Gunmen kill members of indigenous Colombian group

Hooded men in uniforms without insignia shot and killed 12 members of the Awa indigenous group, including five children, on a reserve in a region plagued by the cocaine trade, Colombian authorities said.

Gunmen kill members of indigenous Colombian group

Hooded men in uniforms without insignia shot and killed 12 members of the Awa indigenous group, including five children, on a reserve in a region plagued by the cocaine trade, Colombian authorities said.

Indigenous leaders and government officials said the killings took place when 10 gunmen opened fire on two houses in the Gran Rosario reserve, about 50 miles inland from the port of Tumaco in Narino state. The reserve has about 1,500 Awa.

The state governor, Antonio Navarro, said the victims were all related. The attack killed five men, two women, two boys, two girls and a baby. He said two males, a 10-year-old and a 20-year-old, were wounded in the gunfire but fled and survived.

The identity of the killers was not immediately known.

In February, Revolutionary Armed Forces of Colombia rebels acknowledged killing eight Awa Indians at a different but nearby reservation for allegedly working as informants for the army.

The area is rife with coca plantations and illegal armed groups – leftist rebels as well as far-right militias, both of whom typically wear uniforms - that process the leaf into cocaine and smuggle it out of Colombia.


Only the lines from the opening of the material through the line bearing "Image is 868x432 pixels." should be reproduced, exactly and without pictures.
(Beginning of Material supplied)
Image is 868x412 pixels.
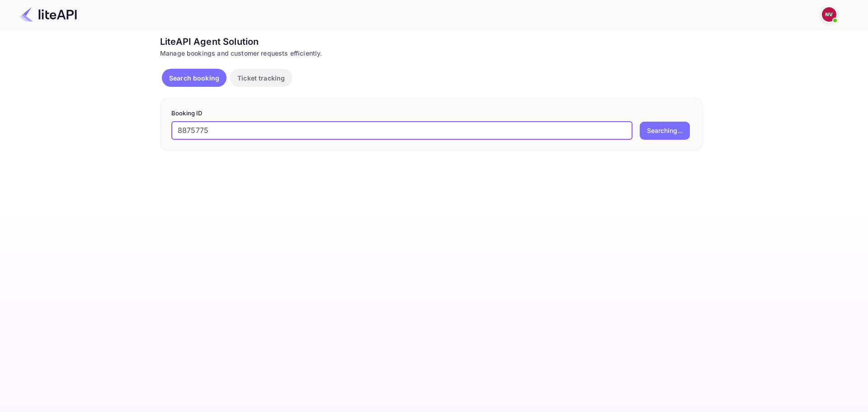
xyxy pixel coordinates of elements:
[172,122,633,140] input: Enter Booking ID (e.g., 63782194)
[640,122,690,140] button: Searching...
[822,7,836,22] img: Nicholas Valbusa
[172,109,691,118] p: Booking ID
[238,73,285,82] p: Ticket tracking
[20,7,77,22] img: LiteAPI Logo
[169,73,219,82] p: Search booking
[160,48,702,58] div: Manage bookings and customer requests efficiently.
[160,35,702,48] div: LiteAPI Agent Solution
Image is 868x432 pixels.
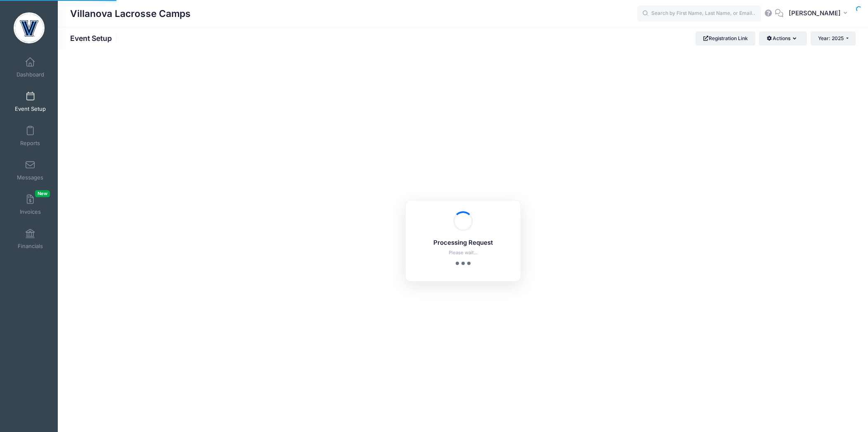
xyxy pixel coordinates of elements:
[20,208,41,215] span: Invoices
[15,106,46,112] span: Event Setup
[35,190,50,197] span: New
[11,53,50,82] a: Dashboard
[11,87,50,116] a: Event Setup
[818,35,844,41] span: Year: 2025
[11,224,50,253] a: Financials
[14,12,45,43] img: Villanova Lacrosse Camps
[696,31,756,45] a: Registration Link
[11,121,50,150] a: Reports
[416,249,510,256] p: Please wait...
[16,71,44,78] span: Dashboard
[70,34,119,43] h1: Event Setup
[18,242,43,250] span: Financials
[759,31,807,45] button: Actions
[17,174,43,181] span: Messages
[416,239,510,246] h5: Processing Request
[20,140,40,146] span: Reports
[789,9,841,18] span: [PERSON_NAME]
[11,190,50,219] a: InvoicesNew
[783,4,856,23] button: [PERSON_NAME]
[638,5,761,22] input: Search by First Name, Last Name, or Email...
[70,4,191,23] h1: Villanova Lacrosse Camps
[11,156,50,184] a: Messages
[811,31,856,45] button: Year: 2025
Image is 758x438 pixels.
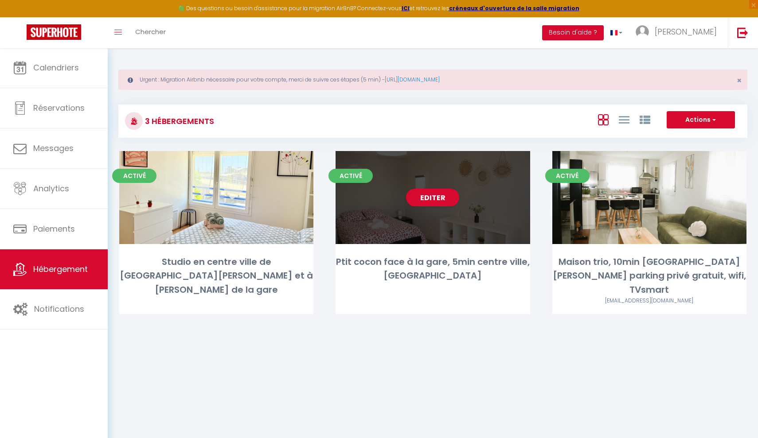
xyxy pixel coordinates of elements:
span: Activé [112,169,156,183]
div: Maison trio, 10min [GEOGRAPHIC_DATA][PERSON_NAME] parking privé gratuit, wifi, TVsmart [552,255,746,297]
span: Activé [545,169,590,183]
img: Super Booking [27,24,81,40]
button: Close [737,77,742,85]
span: Calendriers [33,62,79,73]
span: Hébergement [33,264,88,275]
a: Vue en Liste [619,112,629,127]
img: ... [636,25,649,39]
iframe: Chat [720,399,751,432]
div: Urgent : Migration Airbnb nécessaire pour votre compte, merci de suivre ces étapes (5 min) - [118,70,747,90]
h3: 3 Hébergements [143,111,214,131]
div: Airbnb [552,297,746,305]
a: ... [PERSON_NAME] [629,17,728,48]
a: Chercher [129,17,172,48]
div: Studio en centre ville de [GEOGRAPHIC_DATA][PERSON_NAME] et à [PERSON_NAME] de la gare [119,255,313,297]
span: [PERSON_NAME] [655,26,717,37]
img: logout [737,27,748,38]
span: Chercher [135,27,166,36]
a: créneaux d'ouverture de la salle migration [449,4,579,12]
a: Vue en Box [598,112,609,127]
a: Editer [406,189,459,207]
button: Besoin d'aide ? [542,25,604,40]
span: Analytics [33,183,69,194]
button: Ouvrir le widget de chat LiveChat [7,4,34,30]
span: × [737,75,742,86]
div: Ptit cocon face à la gare, 5min centre ville, [GEOGRAPHIC_DATA] [336,255,530,283]
a: ICI [402,4,410,12]
span: Activé [328,169,373,183]
button: Actions [667,111,735,129]
span: Notifications [34,304,84,315]
span: Messages [33,143,74,154]
a: Vue par Groupe [640,112,650,127]
span: Réservations [33,102,85,113]
span: Paiements [33,223,75,234]
a: [URL][DOMAIN_NAME] [385,76,440,83]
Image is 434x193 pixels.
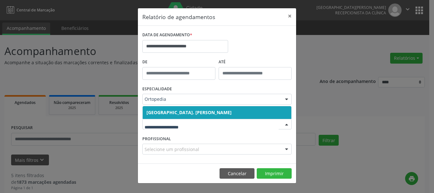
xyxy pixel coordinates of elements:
label: ESPECIALIDADE [142,84,172,94]
span: Selecione um profissional [145,146,199,153]
label: ATÉ [219,57,292,67]
button: Cancelar [220,168,255,179]
span: [GEOGRAPHIC_DATA]. [PERSON_NAME] [147,109,232,115]
label: De [142,57,216,67]
label: DATA DE AGENDAMENTO [142,30,192,40]
button: Imprimir [257,168,292,179]
span: Ortopedia [145,96,279,102]
button: Close [284,8,296,24]
label: PROFISSIONAL [142,134,171,144]
h5: Relatório de agendamentos [142,13,215,21]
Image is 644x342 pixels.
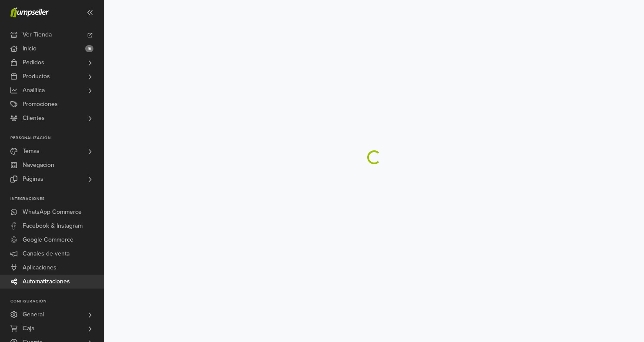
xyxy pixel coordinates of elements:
[23,205,82,219] span: WhatsApp Commerce
[23,219,83,233] span: Facebook & Instagram
[23,261,57,275] span: Aplicaciones
[23,275,70,288] span: Automatizaciones
[23,42,37,55] span: Inicio
[23,307,44,321] span: General
[23,172,43,186] span: Páginas
[23,83,45,97] span: Analítica
[23,144,40,158] span: Temas
[23,69,50,83] span: Productos
[23,111,45,125] span: Clientes
[23,321,34,335] span: Caja
[11,135,104,140] p: Personalización
[23,55,44,69] span: Pedidos
[11,197,104,202] p: Integraciones
[23,97,58,111] span: Promociones
[23,158,54,172] span: Navegacion
[23,247,69,261] span: Canales de venta
[23,233,74,247] span: Google Commerce
[85,45,93,52] span: 5
[11,299,104,304] p: Configuración
[23,28,52,42] span: Ver Tienda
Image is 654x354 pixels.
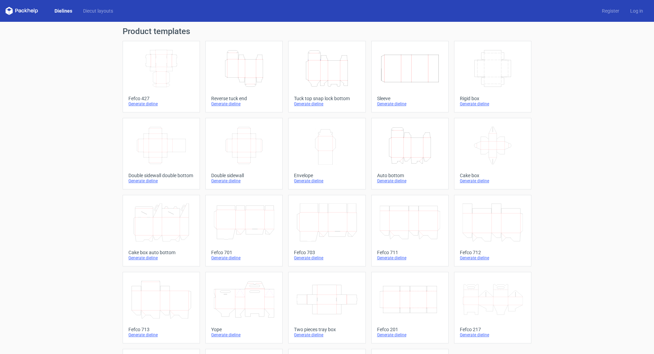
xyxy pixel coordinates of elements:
a: Rigid boxGenerate dieline [454,41,532,112]
div: Generate dieline [377,101,443,107]
div: Fefco 712 [460,250,526,255]
a: EnvelopeGenerate dieline [288,118,366,189]
div: Fefco 217 [460,327,526,332]
a: Fefco 711Generate dieline [371,195,449,266]
a: Double sidewall double bottomGenerate dieline [123,118,200,189]
div: Generate dieline [294,178,360,184]
a: YopeGenerate dieline [205,272,283,343]
div: Generate dieline [460,101,526,107]
a: Fefco 217Generate dieline [454,272,532,343]
div: Generate dieline [460,178,526,184]
a: Fefco 712Generate dieline [454,195,532,266]
a: Fefco 701Generate dieline [205,195,283,266]
div: Double sidewall [211,173,277,178]
a: Register [597,7,625,14]
div: Fefco 713 [128,327,194,332]
div: Generate dieline [128,255,194,261]
div: Yope [211,327,277,332]
div: Two pieces tray box [294,327,360,332]
a: Auto bottomGenerate dieline [371,118,449,189]
div: Sleeve [377,96,443,101]
a: Tuck top snap lock bottomGenerate dieline [288,41,366,112]
div: Generate dieline [377,255,443,261]
div: Envelope [294,173,360,178]
a: Cake boxGenerate dieline [454,118,532,189]
h1: Product templates [123,27,532,35]
div: Auto bottom [377,173,443,178]
div: Generate dieline [294,101,360,107]
a: Reverse tuck endGenerate dieline [205,41,283,112]
div: Generate dieline [128,332,194,338]
div: Fefco 701 [211,250,277,255]
div: Cake box auto bottom [128,250,194,255]
a: Cake box auto bottomGenerate dieline [123,195,200,266]
a: Dielines [49,7,78,14]
a: Fefco 427Generate dieline [123,41,200,112]
div: Generate dieline [128,101,194,107]
div: Generate dieline [211,101,277,107]
a: Two pieces tray boxGenerate dieline [288,272,366,343]
div: Tuck top snap lock bottom [294,96,360,101]
div: Generate dieline [377,332,443,338]
div: Generate dieline [211,255,277,261]
div: Fefco 711 [377,250,443,255]
div: Fefco 201 [377,327,443,332]
a: Log in [625,7,649,14]
a: Fefco 703Generate dieline [288,195,366,266]
div: Fefco 703 [294,250,360,255]
div: Cake box [460,173,526,178]
div: Generate dieline [294,332,360,338]
div: Generate dieline [294,255,360,261]
div: Rigid box [460,96,526,101]
div: Fefco 427 [128,96,194,101]
a: Diecut layouts [78,7,119,14]
div: Reverse tuck end [211,96,277,101]
div: Generate dieline [377,178,443,184]
a: SleeveGenerate dieline [371,41,449,112]
div: Generate dieline [211,332,277,338]
a: Double sidewallGenerate dieline [205,118,283,189]
div: Generate dieline [460,255,526,261]
div: Generate dieline [211,178,277,184]
a: Fefco 713Generate dieline [123,272,200,343]
div: Generate dieline [460,332,526,338]
a: Fefco 201Generate dieline [371,272,449,343]
div: Generate dieline [128,178,194,184]
div: Double sidewall double bottom [128,173,194,178]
(End of Material supplied)
• [Output of the task]:
Image is 868x412 pixels.
xyxy pixel coordinates of elements:
[172,122,633,140] input: Enter Booking ID (e.g., 63782194)
[640,122,690,140] button: Searching...
[822,7,836,22] img: Nicholas Valbusa
[172,109,691,118] p: Booking ID
[238,73,285,82] p: Ticket tracking
[20,7,77,22] img: LiteAPI Logo
[169,73,219,82] p: Search booking
[160,48,702,58] div: Manage bookings and customer requests efficiently.
[160,35,702,48] div: LiteAPI Agent Solution
Image is 868x432 pixels.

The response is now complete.